Janice Voss | |
Birth Date: | 8 October 1956 |
Birth Place: | South Bend, Indiana, U.S. |
Death Place: | Scottsdale, Arizona, U.S. |
Education: | Purdue University (BS) Massachusetts Institute of Technology (MS, PhD) University of Oklahoma Rice University |
Type: | NASA astronaut |
Time: | 49d 3h 49m |
Selection: | NASA Group 13 (1990) |
Mission: | STS-57 STS-63 STS-83 STS-94 STS-99 |
Janice Elaine Voss (October 8, 1956 – February 6, 2012) was an American engineer and a NASA astronaut. Voss received her B.S. in engineering science from Purdue University, her M.S. in electrical engineering from MIT, and her PhD in aeronautics and astronautics from MIT. She flew in space five times, jointly holding the record for American women.[1] Voss died in Arizona on February 6, 2012, from breast cancer.[2] [3] [4]
Voss was born in South Bend, Indiana in 1956 and grew up in Rockford, Illinois where she received her kindergarten-6th grade education from Maud E. Johnson Elementary School and Guilford Center School.[5] In 1972, Voss graduated from Minnechaug Regional High School in Wilbraham, Massachusetts.[6] After high school, Voss went on to earn her Bachelor of Science in engineering science from Purdue University in 1975.[7] During her time at Purdue, she was a member of Alpha Phi Omega.[8] Voss continued her education at MIT, earning her Master of Science degree in electrical engineering in 1977, completing her thesis on Kalman filtering techniques. From 1973 to 1975, Voss took correspondence courses at the University of Oklahoma. From 1977 to 1978, she completed work in space physics at Rice University. In 1983, Voss became a Draper Fellow while continuing her graduate studies in the Draper Laboratory at MIT.[9] As a Draper Laboratory Fellow, she worked on developing software for the space shuttle program.[10] Voss earned her Doctor of Philosophy in aeronautics and astronautics from MIT in 1987. For her PhD work, Voss focused on developing algorithms to identify frequencies, damping, and mode shapes for the International Space Station.
Voss has cited Madeleine L'Engle's 1962 novel A Wrinkle in Time as one of her primary inspirations for becoming an astronaut.[11] The book tells the story of a young girl who must travel through time to save her father. In the book, the young girl's mother is a Nobel Prize winning biologist. Voss claims that the powerful female roles did not strike her as unusual, but were the norms she accepted in life. Voss flew a copy of A Wrinkle in Time onboard STS-94 and mailed it to Madeleine L'Engle.
Voss first became involved with NASA in 1973 while she was still pursuing her bachelor's degree. She worked as co-op at the NASA Johnson Space Center until she graduated with her B.S. degree in 1975. During her time at Johnson Space Center she worked on Computer simulation in the Engineering and Development Directorate. She later returned to Johnson Space Center in 1977, and spent one year working as a crew trainer, teaching entry guidance and navigation. After completing her PhD in 1987 she began working at Orbital Sciences Corporation, where she worked on mission integration and flight operations to support for an upper stage called the Transfer Orbit Stage (TOS). In the Fall of 1992, TOS launched the Mars Observer from a Titan rocket and the Advanced Communications Technology Satellite in September 1993.
In 1990, Voss was selected by NASA as an astronaut candidate, and became an astronaut in 1991. She served as a mission specialist on missions STS-57 (1993), STS-63 (1995), STS-83 (1997), STS-94 (1997) and STS-99 (2000).[12] During her career as an astronaut, her technical assignments included working Spacelab/Spacehab issues for the Astronaut Office Mission Development Branch, and robotics issues for the Robotics Branch. She participated in the first shuttle rendezvous with the Mir space station on STS-63, which flew around the station testing communications and in-flight maneuvers for later missions, but never actually docked.[13] As an STS-99 crew member on the Shuttle Radar Topography Mission, she and her fellow crew members worked continuously in shifts to produce what was at the time the most accurate digital topographic map of the Earth. Voss logged over 49 days in space, traveled 18.8 million miles in 779 Earth orbits, and all of her missions included at least one other woman.[14]
From October 2004 to November 2007, she was the Science Director for NASA's Kepler Space Observatory, a Sun-orbiting satellite designed to find Earth-like extrasolar planets in nearby planetary systems. It was launched in March 2009 and operated through October 2018.[15] At the Astronaut Office Station Branch, she served as the Payloads Lead. She also worked for Orbital Sciences Corporation in flight operations support.
Voss received several honors in her lifetime:
The Cygnus CRS Orb-2 spacecraft was named SS Janice Voss in her honor.[16]
The VOSS Model is a scaled model of the Solar System, dedicated to Janice Voss, located at Purdue University's Discovery Park in West Lafayette, Indiana.[17]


Give the listing below again exactly, but without any of its pictures.

::: DATASET EXTRACT

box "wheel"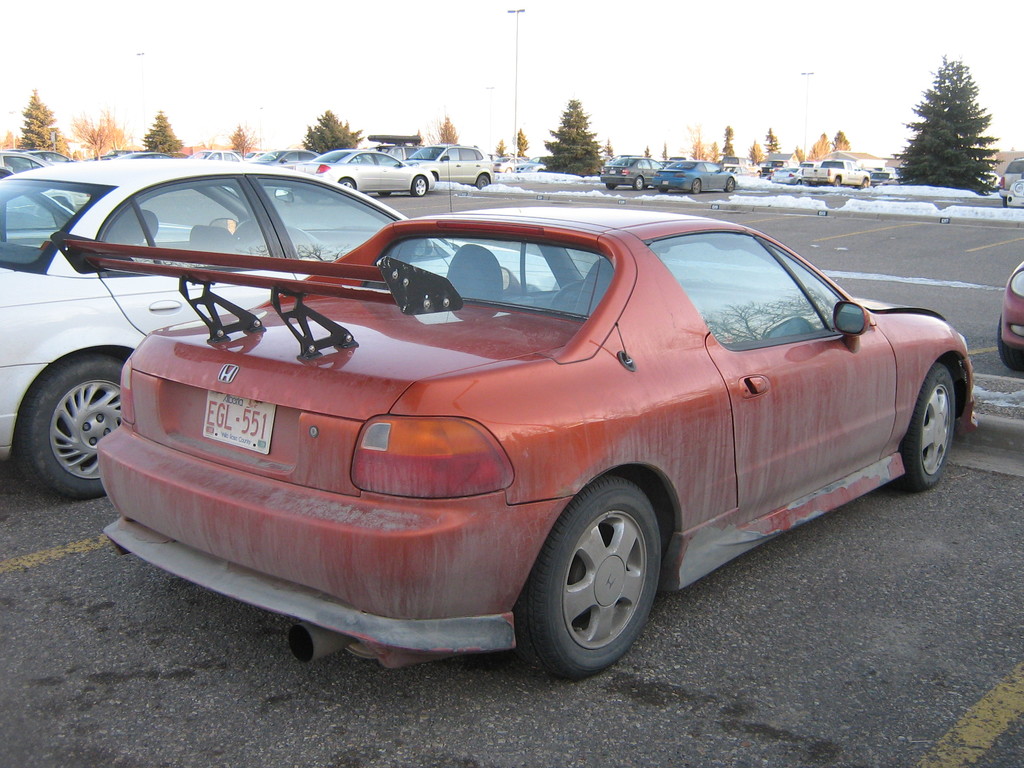
l=862, t=180, r=870, b=188
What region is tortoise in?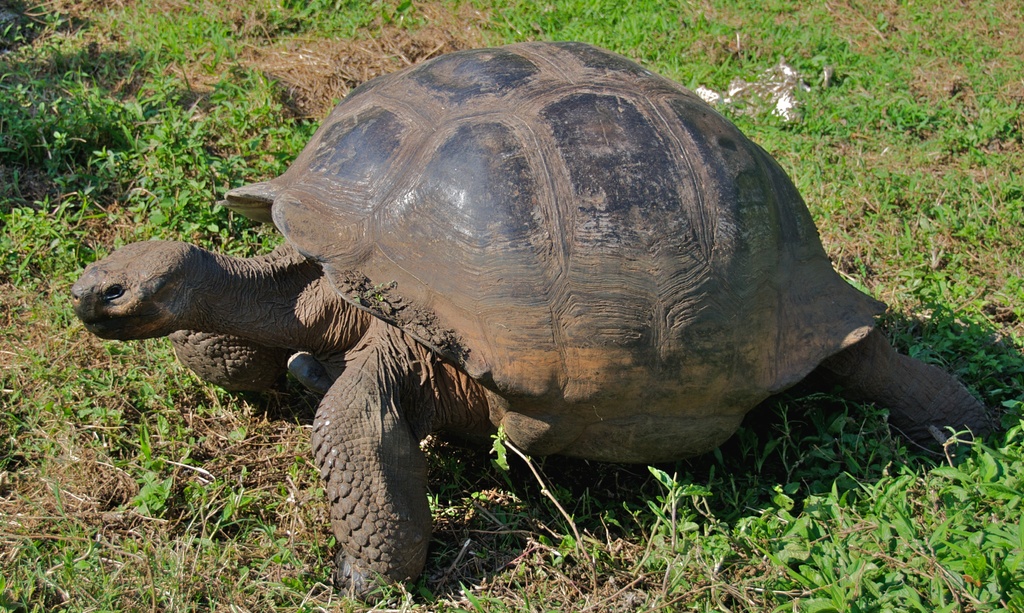
75:33:1003:612.
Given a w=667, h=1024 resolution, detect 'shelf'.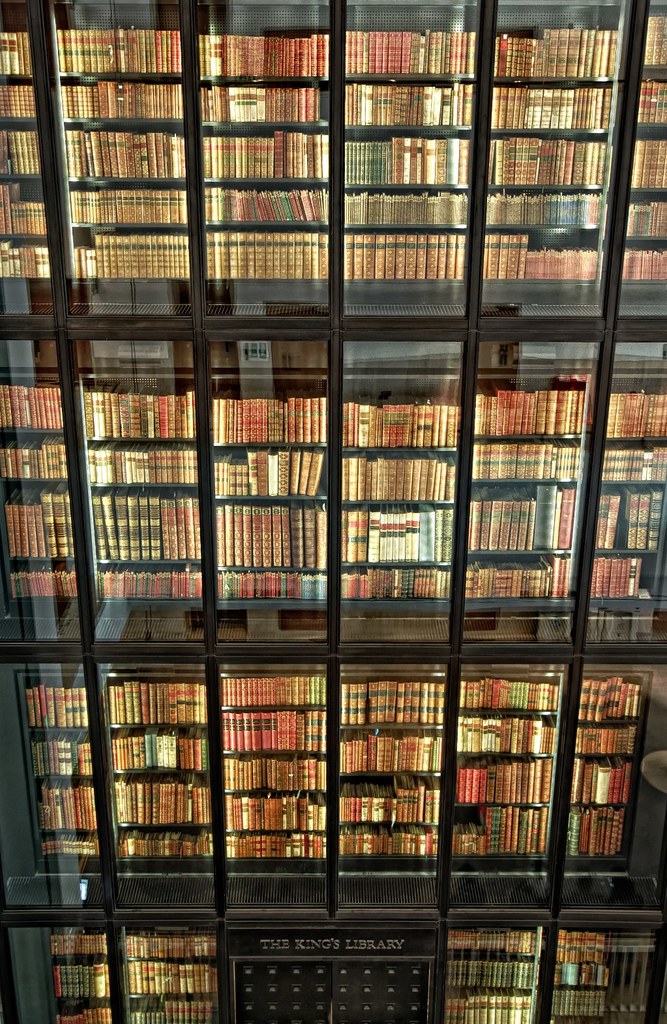
pyautogui.locateOnScreen(471, 0, 604, 340).
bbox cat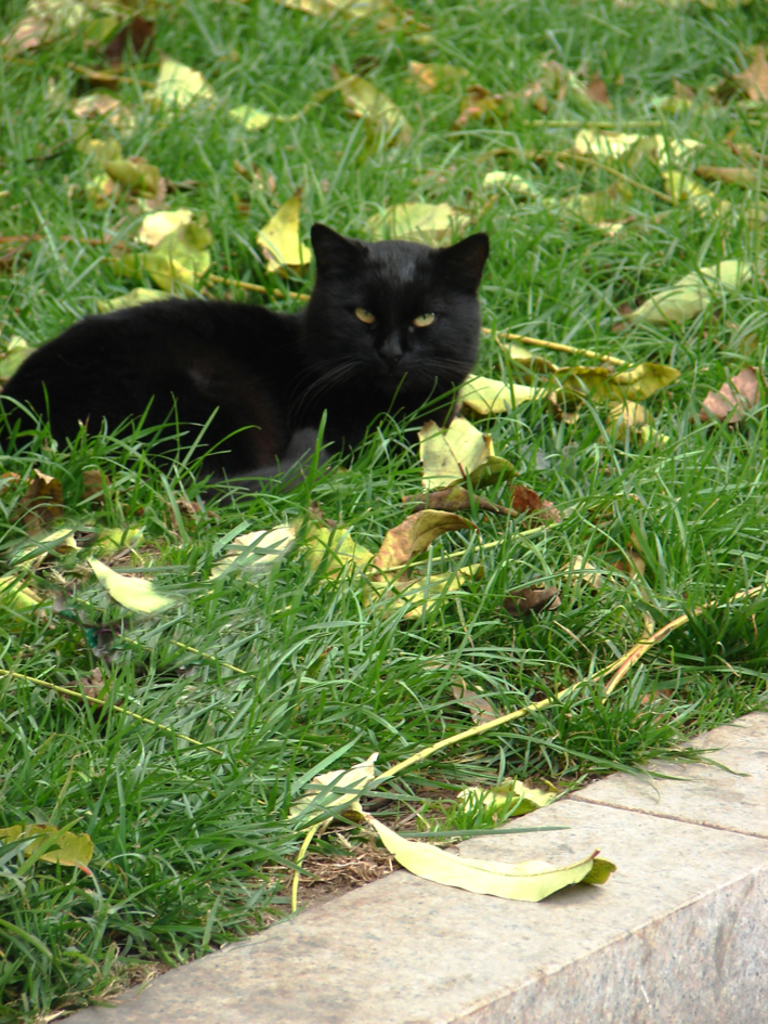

::::::

** TASK OUTPUT **
box "wheel"
l=862, t=180, r=870, b=188
What region is tortoise in?
75:33:1003:612.
Given a w=667, h=1024 resolution, detect 'shelf'.
pyautogui.locateOnScreen(471, 0, 604, 340).
bbox cat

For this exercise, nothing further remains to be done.